Cannabinoid receptor suppress tumour growth in colorectal cancer
Washington, Aug 1 : A new study from the University of Texas M. D. Anderson Cancer Centre has shown that the cannabinoid cell surface receptor CB1 plays a key role in suppressing tumour growth in colorectal cancer patients.
The researchers hope that the new find may serve as a new path for cancer prevention or treatment.
"We've found that CB1 expression is lost in most colorectal cancers, and when that happens a cancer-promoting protein is free to inhibit cell death," said senior author Raymond DuBois, M.D., Ph.D., provost and executive vice president of The University of Texas M. D. Anderson Cancer Center.
DuBois and collaborators from Vanderbilt-Ingram Cancer Center found that that CB1 expression can be restored with an existing drug, decitabine.
In the study conducted using a mouse model showed that mice prone to developing intestinal tumors that also have functioning CB1 receptors develop fewer and smaller tumors when treated with a drug that mimics a cannabinoid receptor ligand.
Ligands are molecules that function by binding to specific receptors. Agonists are synthetic molecules that mimic the action of a natural molecule.
"Potential application of cannabinoids as anti-tumor drugs is an exciting prospect, because cannabinoid agonists are being evaluated now to treat the side-effects of chemotherapy and radiation therapy," DuBois said.
"Turning CB1 back on and then treating with a cannabinoid agonist could provide a new approach to colorectal cancer treatment or prevention," he added.
The group found that deletion of the CB1 gene in a strain of mice that spontaneously develops precancerous polyps resulted in a 2.5-to-3.8-fold increase in the number of polyps and a 10-fold increase in the number of large growths, those most likely to develop into cancer.
Treating mice that had the CB1 receptor with an endocannabinoid agonist resulted in a decline in polyps ranging from 16.7 percent to 50 percent. The reduction was greater for larger polyps.
A series of experiments showed that CB1 increases cancer cell death by stifling a protein called survivin.
DuBois said that survivin is overexpressed in nearly every human tumour but is barely detectable in normal tissue. Overexpression of survivin is associated with poor outcome and reduced apoptosis in colorectal cancer patients. The researchers pinpointed a cell signaling pathway by which activated CB1 cuts down survivin.
The study is published in the Aug. 1 edition of the journal Cancer Research.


■ **Assignment**:
Show every line in the records below that contains the word "Income".

___ Exercise material

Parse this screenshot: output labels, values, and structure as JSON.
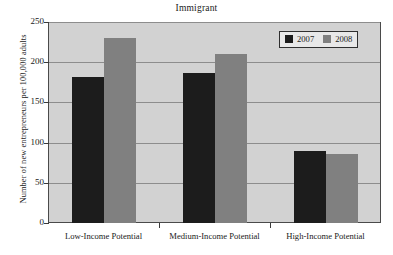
{
  "chart_data": {
    "type": "bar",
    "title": "Immigrant",
    "xlabel": "",
    "ylabel": "Number of new entrepreneurs per 100,000 adults",
    "categories": [
      "Low-Income Potential",
      "Medium-Income Potential",
      "High-Income Potential"
    ],
    "series": [
      {
        "name": "2007",
        "color": "#1c1c1c",
        "values": [
          182,
          187,
          90
        ]
      },
      {
        "name": "2008",
        "color": "#808080",
        "values": [
          230,
          210,
          86
        ]
      }
    ],
    "ylim": [
      0,
      250
    ],
    "yticks": [
      0,
      50,
      100,
      150,
      200,
      250
    ],
    "ytick_labels": [
      "0",
      "50",
      "100",
      "150",
      "200",
      "250"
    ],
    "grid": true,
    "grid_axis": "y",
    "legend_position": "top-right",
    "plot_background": "#d2d2d2",
    "figure_background": "#ffffff"
  },
  "legend": {
    "entries": [
      {
        "label": "2007"
      },
      {
        "label": "2008"
      }
    ]
  }
}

______

■ **Written solution**:
      "Low-Income Potential",
      "Medium-Income Potential",
      "High-Income Potential"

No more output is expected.